BALDWIN v. SIBLEY et al.

[1 Cliff. 150.]1

Circuit Court, D. New Hampshire.

Oct. Term, 1858.

PATENTS FOR INVENTIONS—ASSIGNMENT—EVIDENCE.

1. The granting clause of a deed was in the following words: “Give, grant, bargain, and sell …. one of Baldwin's peg-splitting machines, and the right to use the same and of vending to others to be used, in the county of Cheshire, excepting the town of Hinsdale, being the same machine for which letters-patent were issued,” &c. Held, the deed contained no words authorizing the grantee to construct any machine whatever; that it was a conveyance of a single machine already in existence, and of the right to use and sell that single machine within the described territory.

2. Whenever a conveyance of a right under a patent is of a character to create an interest in the patent itself, it must be shown by an instrument in writing; while a license to make and use a machine, as it is not required to be recorded, need not be in writing; but such license conveys no interest in the patent, and no power to authorize a third person to construct the patented invention.

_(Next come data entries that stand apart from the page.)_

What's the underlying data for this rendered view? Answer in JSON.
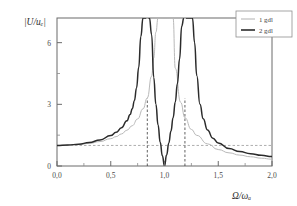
{
  "chart_data": {
    "type": "line",
    "title": "",
    "xlabel": "Ω/ωₐ",
    "ylabel": "|U/uₑ|",
    "xlim": [
      0.0,
      2.0
    ],
    "ylim": [
      0.0,
      7.2
    ],
    "grid": false,
    "legend_position": "top-right",
    "xticks": [
      "0,0",
      "0,5",
      "1,0",
      "1,5",
      "2,0"
    ],
    "xtick_values": [
      0.0,
      0.5,
      1.0,
      1.5,
      2.0
    ],
    "yticks": [
      "0",
      "3",
      "6"
    ],
    "ytick_values": [
      0,
      3,
      6
    ],
    "xtick_minor_values": [
      0.25,
      0.75,
      1.25,
      1.75
    ],
    "ytick_minor_values": [
      1.5,
      4.5
    ],
    "annotations": {
      "horizontal_reference_label": "1",
      "horizontal_reference_value": 1.0,
      "resonance_marker_left": 0.84,
      "resonance_marker_right": 1.19,
      "antiresonance": 1.0
    },
    "series": [
      {
        "name": "1 gdl",
        "color": "#b9b9b9",
        "style": "thin",
        "poles": [
          1.0
        ],
        "description": "Single degree of freedom response, one resonance peak at Ω/ω=1,0, asymptote to 1 at Ω=0",
        "x": [
          0.0,
          0.1,
          0.2,
          0.3,
          0.4,
          0.5,
          0.55,
          0.6,
          0.65,
          0.7,
          0.75,
          0.8,
          0.84,
          0.88,
          0.9,
          0.92,
          0.94,
          0.96,
          0.97,
          0.98,
          1.02,
          1.03,
          1.04,
          1.06,
          1.08,
          1.1,
          1.15,
          1.19,
          1.25,
          1.3,
          1.4,
          1.5,
          1.6,
          1.7,
          1.8,
          1.9,
          2.0
        ],
        "y": [
          1.0,
          1.01,
          1.04,
          1.1,
          1.19,
          1.33,
          1.43,
          1.56,
          1.74,
          1.96,
          2.29,
          2.78,
          3.31,
          4.37,
          5.26,
          6.51,
          7.2,
          7.2,
          7.2,
          7.2,
          7.2,
          7.2,
          7.2,
          7.2,
          7.2,
          4.76,
          3.1,
          2.35,
          1.78,
          1.49,
          1.08,
          0.8,
          0.64,
          0.53,
          0.45,
          0.38,
          0.33
        ]
      },
      {
        "name": "2 gdl",
        "color": "#2b2b2b",
        "style": "thick",
        "poles": [
          0.84,
          1.19
        ],
        "zeros": [
          1.0
        ],
        "description": "Two degree of freedom (tuned absorber) response, two resonance peaks at Ω/ω≈0,84 and ≈1,19 with antiresonance (zero) at Ω/ω=1,0",
        "x": [
          0.0,
          0.1,
          0.2,
          0.3,
          0.4,
          0.5,
          0.55,
          0.6,
          0.65,
          0.68,
          0.7,
          0.72,
          0.74,
          0.76,
          0.78,
          0.8,
          0.82,
          0.83,
          0.85,
          0.86,
          0.88,
          0.9,
          0.92,
          0.94,
          0.96,
          0.98,
          1.0,
          1.02,
          1.04,
          1.06,
          1.08,
          1.1,
          1.12,
          1.14,
          1.16,
          1.18,
          1.2,
          1.22,
          1.24,
          1.26,
          1.28,
          1.3,
          1.33,
          1.36,
          1.4,
          1.45,
          1.5,
          1.6,
          1.7,
          1.8,
          1.9,
          2.0
        ],
        "y": [
          1.0,
          1.02,
          1.06,
          1.14,
          1.27,
          1.48,
          1.64,
          1.86,
          2.2,
          2.5,
          2.78,
          3.18,
          3.8,
          4.8,
          6.3,
          7.2,
          7.2,
          7.2,
          7.2,
          7.2,
          6.4,
          4.3,
          3.0,
          2.0,
          1.15,
          0.5,
          0.0,
          0.55,
          1.12,
          1.7,
          2.35,
          3.1,
          4.0,
          5.2,
          6.8,
          7.2,
          7.2,
          7.2,
          7.2,
          7.2,
          6.0,
          4.4,
          3.0,
          2.3,
          1.75,
          1.35,
          1.12,
          0.85,
          0.7,
          0.6,
          0.52,
          0.46
        ]
      }
    ],
    "legend": [
      {
        "label": "1 gdl",
        "color": "#b9b9b9"
      },
      {
        "label": "2 gdl",
        "color": "#2b2b2b"
      }
    ]
  },
  "colors": {
    "background": "#ffffff",
    "axis": "#6b6b6b",
    "series_1gdl": "#b9b9b9",
    "series_2gdl": "#2b2b2b",
    "guide_horizontal": "#9a9a9a",
    "guide_vertical": "#3a3a3a"
  }
}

3. Consequently, oral declarations of a patentee, not made to the defendants, which, if admitted, would show an exclusive right within a described territory, in the person through whom defendants claimed to derive their right, were held inadmissible.

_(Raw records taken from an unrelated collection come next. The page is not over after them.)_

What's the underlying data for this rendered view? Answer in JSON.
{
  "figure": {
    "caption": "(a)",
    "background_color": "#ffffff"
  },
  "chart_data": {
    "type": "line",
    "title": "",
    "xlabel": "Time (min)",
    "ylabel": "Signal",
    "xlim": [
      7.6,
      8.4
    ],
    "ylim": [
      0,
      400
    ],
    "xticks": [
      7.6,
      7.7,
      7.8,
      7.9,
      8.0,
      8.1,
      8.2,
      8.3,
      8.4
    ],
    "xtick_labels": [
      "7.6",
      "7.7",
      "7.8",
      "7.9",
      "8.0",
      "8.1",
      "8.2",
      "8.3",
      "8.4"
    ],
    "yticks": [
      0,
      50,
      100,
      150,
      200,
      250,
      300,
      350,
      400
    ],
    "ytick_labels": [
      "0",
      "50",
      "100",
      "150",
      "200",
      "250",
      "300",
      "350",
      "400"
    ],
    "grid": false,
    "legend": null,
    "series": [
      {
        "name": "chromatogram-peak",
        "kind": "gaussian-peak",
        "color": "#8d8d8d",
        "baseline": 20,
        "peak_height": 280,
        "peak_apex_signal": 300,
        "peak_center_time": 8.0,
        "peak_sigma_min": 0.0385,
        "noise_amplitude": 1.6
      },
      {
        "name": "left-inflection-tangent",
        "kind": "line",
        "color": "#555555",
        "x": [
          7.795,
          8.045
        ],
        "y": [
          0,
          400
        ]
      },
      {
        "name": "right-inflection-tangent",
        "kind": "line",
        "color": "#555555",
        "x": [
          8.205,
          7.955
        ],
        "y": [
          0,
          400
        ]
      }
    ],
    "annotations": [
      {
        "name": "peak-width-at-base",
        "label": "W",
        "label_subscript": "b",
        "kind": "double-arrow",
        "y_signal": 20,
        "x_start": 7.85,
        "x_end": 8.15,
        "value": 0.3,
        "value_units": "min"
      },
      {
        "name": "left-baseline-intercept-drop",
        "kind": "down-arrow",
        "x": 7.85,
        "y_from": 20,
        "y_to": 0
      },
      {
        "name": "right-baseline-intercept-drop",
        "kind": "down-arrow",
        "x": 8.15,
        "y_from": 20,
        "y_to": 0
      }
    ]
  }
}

4. Evidence showing that defendants had, with the plaintiff's knowledge and without objection on his part, used their machine for a number of years, was held incompetent to establish an exclusive right in the person under whom defendants claimed to derive their right to use the machine in controversy.

5. Parol proof of a lost memorandum, shown by the patentee to one of the witnesses, which memorandum contained a list of the rights sold by the patentee, and enumerated among others the conveyance of the exclusive right within a specified district to the person under whom defendants claimed, was held inadmissible.

At law. Action on the case [by Stephen K. Baldwin against Amos Sibley and Delano Sibley] for damages for an infringement of a patent right, [On motion for a new trial. Overruled.]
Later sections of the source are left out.